Victor Brauner (15 June 1903 – 1966)

“Don’t close your eyes… I remind you that all these animals are deep inside you.” – Victor Brauner.

Romanian and French painter and graphic artist, mystic and esotericist, a notable member of the surrealist group. Brauner’s work is a fusion of the European avant-garde with exotic archetypes of the indigenous peoples of North and South America.

He spent his youth in Bucharest, in the circle of Romanian decadents. He was interested in spiritualism and participated in local avant-garde movements. In 1924 he founded a magazine of poetry and painting. In 1930, Victor-Brauner settled in Paris and experienced a period of deep crisis, which crystallized in the theme of the gouged out eye (< Self-portrait with a gouged out eye> , 1931).
He meets his compatriot, the sculptor Brancusi, and through Yves Tanguy he comes into contact with the surrealists. In 1934 his exhibition is held in the Pierre Gallery, from that time on he participates in all surrealist exhibitions. He continues to depict a world writhing in agony, shaken by a terrible rebellion, which recalls some of the themes of the German < new objectivity> (< The Door> , 1932, Los Angeles, Los Angeles County Museum of Art, < Strange Case> , 1934). In 1935-1938 Victor-Brauner lives in Romania.

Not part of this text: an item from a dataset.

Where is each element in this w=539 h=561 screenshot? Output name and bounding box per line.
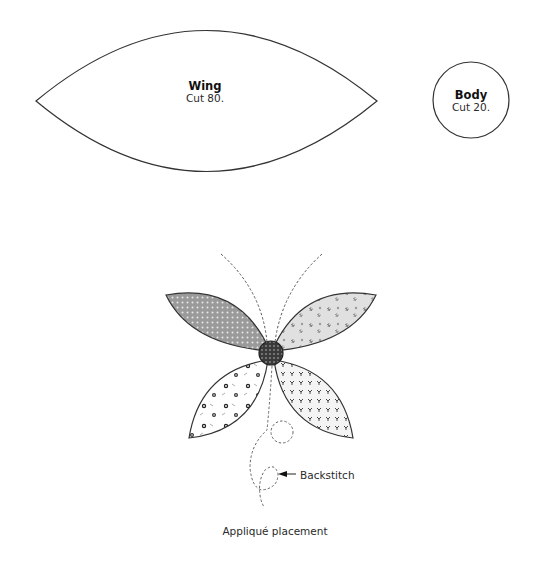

By a strange coincidence, in Paris in 1938, during a fight, his eye is knocked out. His paintings acquire a morbid character, foreshadowing the Second World War (< Spell> , 1939). 1940 brings the artist to the Eastern Pyrenees, then to Marseille and the Lower Alps. At this time, he develops his idea of the relationship between the real and the unreal in the image of the Chimera with a double profile (< Mythotomie> , 1942, Paris, private collection). During these years of solitude, he creates a number of esoteric works (a series of drawings < Conglomeros> , a sculpture in the form of a figure with three bodies and one head, 1944. Paris, City Museum of Modern Art; paintings painted in wax).

In 1947, Victor-Brauner moves away from surrealism and creates a series of autobiographical works < Onomatomanies> . In the series < Retractes> (1950), the influence of Matta is noticeable, with whom he painted a number of paintings (< Intervision> , 1955. Paris, National Museum of Modern Art, Centre Pompidou). After 1960, Victor-Brauner’s art became simpler and calmer and found its completion in painting on wood (< Mothers’ Festival> . Sables d’Olonne Museum). In 1982, Mrs. Victor-Brauner donated a number of the artist’s works to the National Museum of Modern Art, the Pompidou Centre in Paris.